In 1952 the Calcutta-born violinist and composer John Mayer landed in what would become his adopted homeland. Dark-skinned, he knew all about colour bars and prejudice. He overcame to establish himself as a sought-after orchestral violinist and composer. While he is best known in jazz circles for the Joe Harriott and John Mayer Double Quintet and John Mayer’s Indo-Jazz Fusions, it is for his whole canon that he gained his place in the Oxford Dictionary of National Biography – Britain’s history told through biography. Mayer was that important. Of the two projects reissued here, the five-movement Études (1969) is closer to the style of composition associated with Harriott. The unashamedly erotic, two-act Radha Krishna (1971) is the more ambitious project. “Each day the breasts of Radha swelled,” intones narrator Nicolette Bernard before the strings come in. While Radha Krishna is the greater work, its jazz content is not as pronounced though it has its Indo-jazz, wailing sax and boogie-woogie moments. A long-lost treasure.

Reviewed by: Ken Hunt

Musicweb International - 2008

The Beatles are often credited with popularising Indian music in the West, as a result of their association with Ravi Shankar. But many of us had already been made aware of Indian music in the late fifties through such things as the films of Satyajit Ray, starting with Pather Panchali in 1955. John Mayer began attempting to fuse Indian music with jazz with his Indo-Jazz Fusions group, which recorded four LPs between 1966 and 1969. Etudes was originally released in 1969 on the Sonet label and is only now reissued on this CD, along with Radha Krishna from 1971.

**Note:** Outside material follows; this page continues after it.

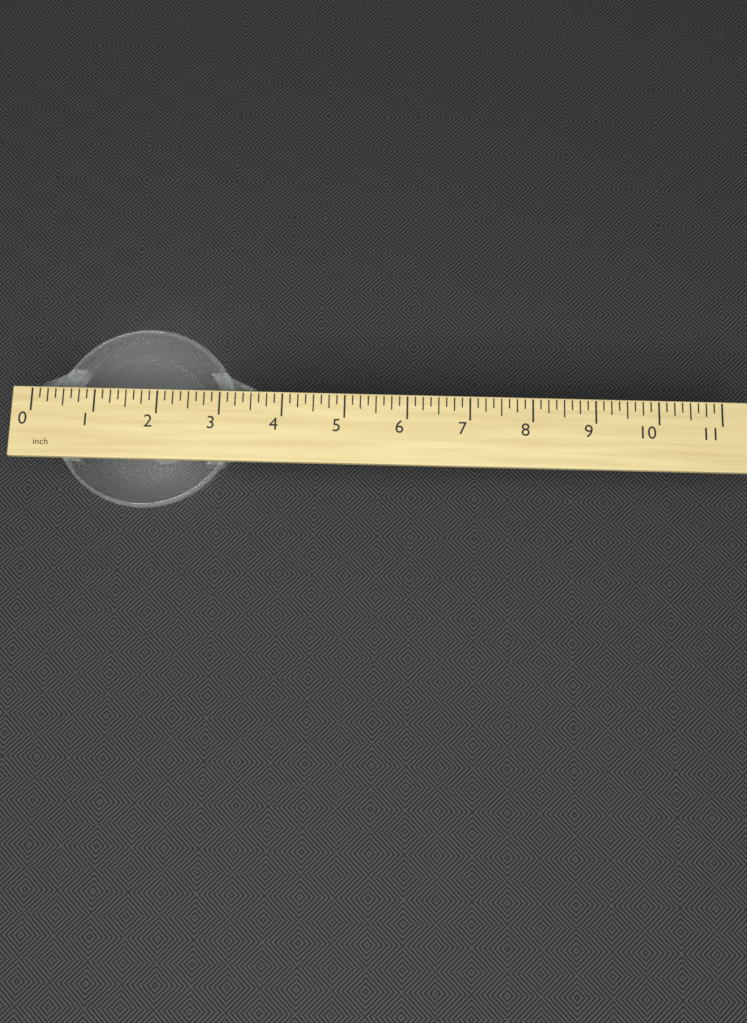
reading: 3.625 inch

Indo-Jazz Fusions began as a double quintet - five Indian musicians and five jazzmen, including alto-saxist Joe Harriott. Of Anglo-Indian parentage, John Mayer trained as a classical violinist but had for long been interested in blending Indian and western styles. As early as 1958, his Dance Suiite for sitar, flute, tabla, tanpura and symphony orchestra was premiered by the Royal Liverpool Philharmonic. Indeed, the second part of this CD - a musical dramatisation of the story of Radha and her love for Lord Krishna - is more like a classical piece than jazz. The Indo-Jazz Fusions experiment created quite a stir, presenting new possibilities drawn from the Indian ingredients of ragas and talas, on which the jazz musicians improvised. It was an intriguing but seldom a completely integrated fusion. Later experiments, like John McLaughlin's Shakti (with Zakir Hussain and other Indian musicians), were more successful because they held together better. Yet John Mayer certainly acted as a pioneer in this field.

And there is much to enjoy in the first five tracks of this album - particularly the improvising by tenorist Tony Coe. For example, Serenade starts as if it is a slightly Indianised piece by Bach, with John Mayer's violin dominant, but the jazz element surfaces when Coe's swirling tenor sax enters, to be followed by some equally jazzy piano from Pat Smythe. Drummer John Marshall can be depended upon to raise the temperature whenever he gets a chance, and there are some good jazz solos from flautist Chris Taylor and trumpeter Ian Hammer.

Indo-Jazz Fusions lasted until Joe Harriott died in 1973, and the group was revived by John Mayer about nine years before his death in 2004.